PLA spunbond non-wovens are extending into new scenarios: tea bags (replacing nylon and polyester non-wovens), flower wraps and gardening covers (compostable with flower residues), cosmetics and personal care (cotton pads, wipes, face-mask sheets). Aggregate emerging-scenario PLA non-woven volume is projected to grow from ~15,000 tonnes today to 50,000–80,000 tonnes by 2030. Medical-grade PLA micro-porous scaffolds for tissue engineering (bone, cartilage, skin, vascular) are mostly in pre-clinical and early-clinical phase; clinical commercialisation expected over the next 5–10 years.

X. Price Cycle: 2024–2026 PLA-vs-PBAT Spread and Conventional Plastics

PLA China-market price (East China, port delivery, with tax) over 2020–26 in four phases: 2020–Q2 2021 hype (RMB 14,000 → 22,000, +57%); Q3 2021–Q2 2022 high plateau (RMB 20,000–25,000, Q4 2021 peak 25,000); Q3 2022–Q4 2024 down cycle (RMB 22,000 → 13,500, -39%); 2025–H1 2026 bottom rebound (RMB 13,500 → 14,500, +7%).
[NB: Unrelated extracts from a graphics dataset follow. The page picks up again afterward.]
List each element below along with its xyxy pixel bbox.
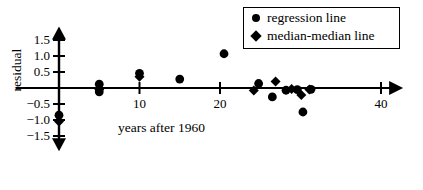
legend-label-median-median-line: median-median line	[267, 29, 375, 43]
legend: regression line median-median line	[243, 7, 400, 49]
data-point-circle	[268, 93, 277, 102]
circle-marker-icon	[252, 14, 260, 22]
residual-scatter-chart: 1.51.00.5−0.5−1.0−1.5102040 residual yea…	[0, 0, 423, 190]
x-tick-label: 10	[120, 97, 160, 110]
y-axis-arrow-down-icon	[52, 138, 66, 151]
y-tick-label: −1.0	[5, 113, 50, 126]
data-point-diamond	[271, 77, 281, 87]
x-tick-label: 40	[361, 97, 401, 110]
x-axis-label: years after 1960	[118, 120, 205, 136]
legend-label-regression-line: regression line	[267, 11, 346, 25]
x-axis-arrow-icon	[389, 81, 403, 95]
y-axis-label: residual	[9, 40, 25, 100]
data-point-circle	[299, 108, 308, 117]
data-point-circle	[254, 79, 263, 88]
data-point-circle	[220, 49, 229, 58]
data-point-circle	[175, 75, 184, 84]
y-axis-arrow-up-icon	[52, 26, 66, 39]
legend-item-median-median-line: median-median line	[252, 29, 375, 43]
data-point-diamond	[54, 117, 64, 127]
legend-item-regression-line: regression line	[252, 11, 346, 25]
x-tick-label: 20	[200, 97, 240, 110]
y-tick-label: −1.5	[5, 129, 50, 142]
diamond-marker-icon	[250, 30, 261, 41]
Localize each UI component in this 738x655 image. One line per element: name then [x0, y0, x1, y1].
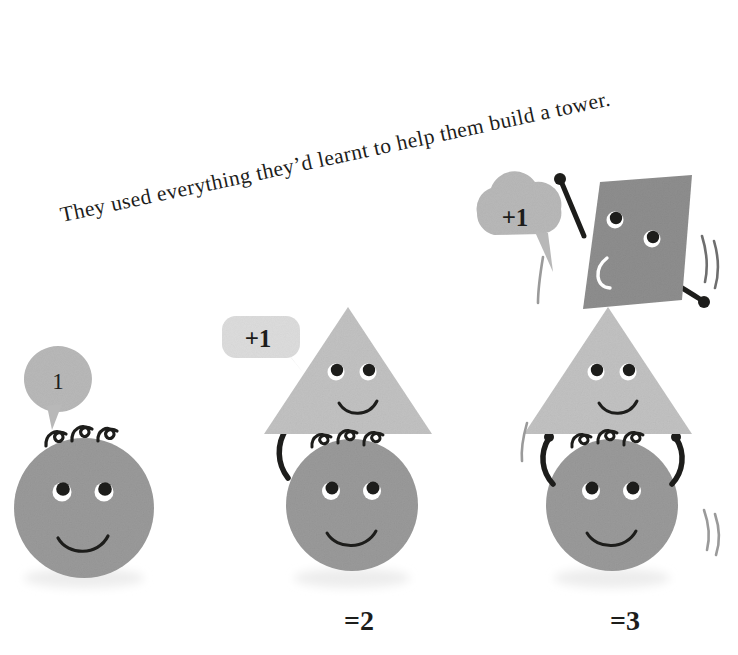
circle-head: [546, 439, 678, 571]
bubble-label-two: +1: [245, 325, 272, 352]
square-hand-right: [698, 296, 710, 308]
square-arm-left: [561, 181, 584, 236]
bubble-tail: [47, 404, 62, 430]
figure-three: +1: [477, 171, 719, 636]
illustration-canvas: They used everything they’d learnt to he…: [0, 0, 738, 655]
speech-bubble-one: 1: [24, 346, 92, 430]
total-label-three: =3: [610, 605, 640, 636]
bubble-label-one: 1: [52, 369, 64, 394]
head-arm-left: [543, 438, 553, 484]
figure-two: +1: [222, 307, 432, 636]
speech-bubble-two: +1: [222, 316, 305, 375]
motion-lines-right: [702, 236, 718, 288]
illustration-svg: They used everything they’d learnt to he…: [0, 0, 738, 655]
total-label-two: =2: [344, 605, 374, 636]
arm-left: [279, 428, 288, 478]
figure-one: 1: [14, 346, 154, 588]
triangle: [524, 307, 692, 434]
motion-line-left: [538, 257, 543, 303]
bubble-tail: [535, 232, 553, 272]
head-arm-right: [672, 438, 682, 484]
circle-head: [14, 438, 154, 578]
speech-bubble-three: +1: [477, 171, 562, 272]
bubble-label-three: +1: [502, 204, 529, 231]
circle-head: [286, 439, 418, 571]
square-hand-left: [554, 173, 566, 185]
tilted-square: [583, 175, 692, 309]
Drivers of the down cycle were 2022–24 capacity additions (~350,000 tonnes new) and demand short of expectation. Drivers of the rebound were mid-tier shutdowns, leader-controlled utilisation, and rising food-delivery and supermarket penetration.

PBAT 2020–26: 2020–Q2 2021 (RMB 11,000 → 25,500, +132%); Q3 2021–Q2 2022 plateau (RMB 22,000–25,500); Q3 2022–Q4 2024 down (RMB 22,000 → 10,800, -51%); 2025–H1 2026 rebound (RMB 10,800 → 12,000, +11%). PBAT swings exceed PLA due to BDO volatility, low entry barriers and homogeneous competition. Q4 2024 was the worst loss-making period in a decade.

Spread to conventional plastics: 2026 H1 PP at ~RMB 7,000/tonne, LLDPE ~RMB 7,200; PLA ~RMB 14,500, spread vs PP ~RMB 7,500 (multiple 2.07); PBAT ~RMB 12,000, spread vs PP ~RMB 5,000 (multiple 1.71); PBAT+PLA blends ~RMB 13,000, spread vs PP ~RMB 6,000 (multiple 1.86). At 1.7–2.1× multiples, biodegradable products are meaningfully more expensive at retail. Restrictions are the only practical mechanism to absorb this gap.

Export FOB is typically USD 2,200/tonne (~RMB 15,500), about RMB 2,500–3,000 above domestic. Premium absorbs export-certification fees, shipping and quality consistency requirements.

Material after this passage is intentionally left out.